Public service broadcasting and the Digital Economy Bill

Published on 25 Nov 2009 at 3:08 pm. No Comments.
Filed under Misc, Broadcasting, AVMS Directive, Digital Britain.

Blog Author: Tony Ballard

The Digital Economy Bill proposes a reformulation of the public service broadcasting principle.
 
Not so long ago, the Government spoke of digital television bringing about the end of television as broadcasting and the beginning of electronic communications as a seamless web which transcended the old distinctions between television, computer and the telephone.  It foresaw a future where broadcasting regulation was based in the first instance on competition law with a reduced set of distinctive media rules added only where strictly necessary.  The upshot was the Communications Act 2003, which withdrew almost all specific content regulation from the internet, and a campaign in Europe to limit the scope of the Audiovisual Media Services Directive.
 


What was to some extent foreshadowed in Digital Britain and what we see now in the Digital Economy Bill is something completely different.  Quite apart anything in the Directive, which will impose on the VOD industry some minor consumer protection requirements and regulatory costs, the Bill has ambitions to embrace the internet in seeking to achieve one of the oldest ambitions of public service broadcasting, which is positively to provide wide-ranging programmes of quality to the public in the UK. 
 
Under the Communications Act, Ofcom has a general duty to secure the availability throughout the UK “of a wide range of television and radio services which … are both of high quality and calculated to appeal to a variety of tastes and interests”.  This is one of the sacred texts of broadcasting law handed down ultimately from the 1920s and Lord Reith, albeit adapted to today’s markets.  A change in this duty can be expected to be a bellwether of Government thinking.  And the Bill proposes just such a change.  It would change the duty so that it was not just to secure a wide range of television and radio services, nor a mere extension to cover VOD to reflect the emasculated Directive, but a full-on extension to the internet.  If the Bill is enacted, the duty will extend to other services provided by means of the internet.  It would cover every conceivable service on the internet subject to just one condition - that there is a person who exercises editorial control over material included in the service.  The new formulation of the duty will substitute “media services”, widely defined to include VOD and these other internet services, for “television and radio services” so Ofcom’s duty would be to secure the availability throughout the UK of a wide range of high quality “media services” calculated to appeal to a variety of tastes and interests.
 
The immediate practical consequences of the change are mainly confined to Channel Four, whose new remit would be to invest in (or otherwise procure), make and distribute “relevant media content”, which would be material included in these widely defined media services.  In other words it would have a remit that extended expressly to material included in internet services of every kind where editorial control was exercised.  Similarly the new providers of regional or local news will be appointed to provide material of this kind, including material capable of being included in such services. 
 
More generally, Ofcom would now have to review and report on the extent to which material included in these “media services” contribute towards the fulfilment of public service objectives, which would be assessed not by reference only to the traditional public service broadcasters (as at present) nor even to them and other broadcasters and VOD providers but instead by reference to all such services and all other services provided by means of the internet where there is a person who exercises editorial control.  This is a new, holistic approach to public service broadcasting which was not entirely foreshadowed by Digital Britain.
 
The editorial control requirement indicates, however, a certain timidity in this otherwise bold step into cyberspace.  Quite what it will mean in practice remains to be explored but it might be characterised as confining the new approach and the new remits of Ofcom and Channel Four to Web 1.0 services.  4oD okay but 4iP may yet be a step too far for this Government.
 
Nevertheless, the new Bill indicates an abandonment of the old dream of broadcasting regulation based in the first instance on competition law with a reduced set of distinctive media rules.  Instead, the tide has turned and the trend is now in the direction of expanding regulation so as to embrace rather than exclude the internet.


## [Assignment]
What you return should be each line of the data containing the string "internal".

=== Section Start ===

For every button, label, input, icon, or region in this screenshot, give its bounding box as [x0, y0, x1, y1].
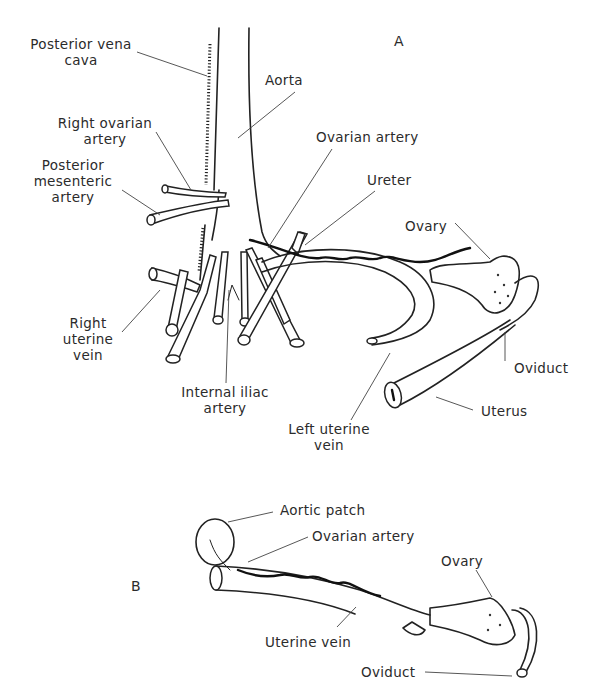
iliac-branches — [149, 232, 307, 363]
aorta — [212, 28, 280, 256]
label-uterus: Uterus — [481, 403, 527, 419]
ovary-b — [430, 598, 515, 645]
label-aorta: Aorta — [265, 72, 303, 88]
panel-label-b: B — [131, 578, 141, 594]
label-posterior-mesenteric-artery-line1: Posterior — [28, 157, 118, 173]
label-right-uterine-vein-line1: Right — [58, 315, 118, 331]
label-internal-iliac-artery: Internal iliac artery — [170, 384, 280, 416]
panel-label-a: A — [394, 33, 404, 49]
oviduct-b — [512, 608, 537, 677]
label-uterine-vein: Uterine vein — [265, 634, 351, 650]
leader-lines — [122, 52, 512, 676]
label-ovary-b: Ovary — [441, 553, 483, 569]
aortic-patch — [196, 519, 234, 570]
label-right-ovarian-artery-line1: Right ovarian — [50, 115, 160, 131]
label-right-uterine-vein-line2: uterine — [58, 331, 118, 347]
label-right-uterine-vein: Right uterine vein — [58, 315, 118, 363]
panel-a-drawing — [147, 28, 538, 410]
uterus — [382, 320, 515, 410]
label-oviduct-b: Oviduct — [361, 664, 415, 680]
ovary-a — [430, 256, 519, 313]
right-ovarian-artery — [162, 185, 226, 197]
label-left-uterine-vein-line1: Left uterine — [279, 421, 379, 437]
label-right-uterine-vein-line3: vein — [58, 347, 118, 363]
label-posterior-mesenteric-artery-line3: artery — [28, 189, 118, 205]
label-posterior-vena-cava-line2: cava — [22, 52, 140, 68]
label-right-ovarian-artery: Right ovarian artery — [50, 115, 160, 147]
label-ovary-a: Ovary — [405, 218, 447, 234]
label-ovarian-artery-b: Ovarian artery — [312, 528, 414, 544]
label-aortic-patch: Aortic patch — [280, 502, 365, 518]
label-posterior-mesenteric-artery-line2: mesenteric — [28, 173, 118, 189]
label-right-ovarian-artery-line2: artery — [50, 131, 160, 147]
uterine-vein-b — [210, 566, 430, 635]
label-posterior-vena-cava: Posterior vena cava — [22, 36, 140, 68]
posterior-vena-cava — [199, 28, 219, 280]
label-ureter: Ureter — [367, 172, 411, 188]
label-oviduct-a: Oviduct — [514, 360, 568, 376]
label-left-uterine-vein-line2: vein — [279, 437, 379, 453]
label-internal-iliac-artery-line2: artery — [170, 400, 280, 416]
label-posterior-mesenteric-artery: Posterior mesenteric artery — [28, 157, 118, 205]
label-internal-iliac-artery-line1: Internal iliac — [170, 384, 280, 400]
ovarian-artery-b — [238, 570, 380, 596]
label-ovarian-artery-a: Ovarian artery — [316, 129, 418, 145]
label-posterior-vena-cava-line1: Posterior vena — [22, 36, 140, 52]
label-left-uterine-vein: Left uterine vein — [279, 421, 379, 453]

=== Section End ===

## [Response to this task]
label-internal-iliac-artery: Internal iliac artery — [170, 384, 280, 416]
label-internal-iliac-artery-line2: artery — [170, 400, 280, 416]
label-internal-iliac-artery-line1: Internal iliac — [170, 384, 280, 400]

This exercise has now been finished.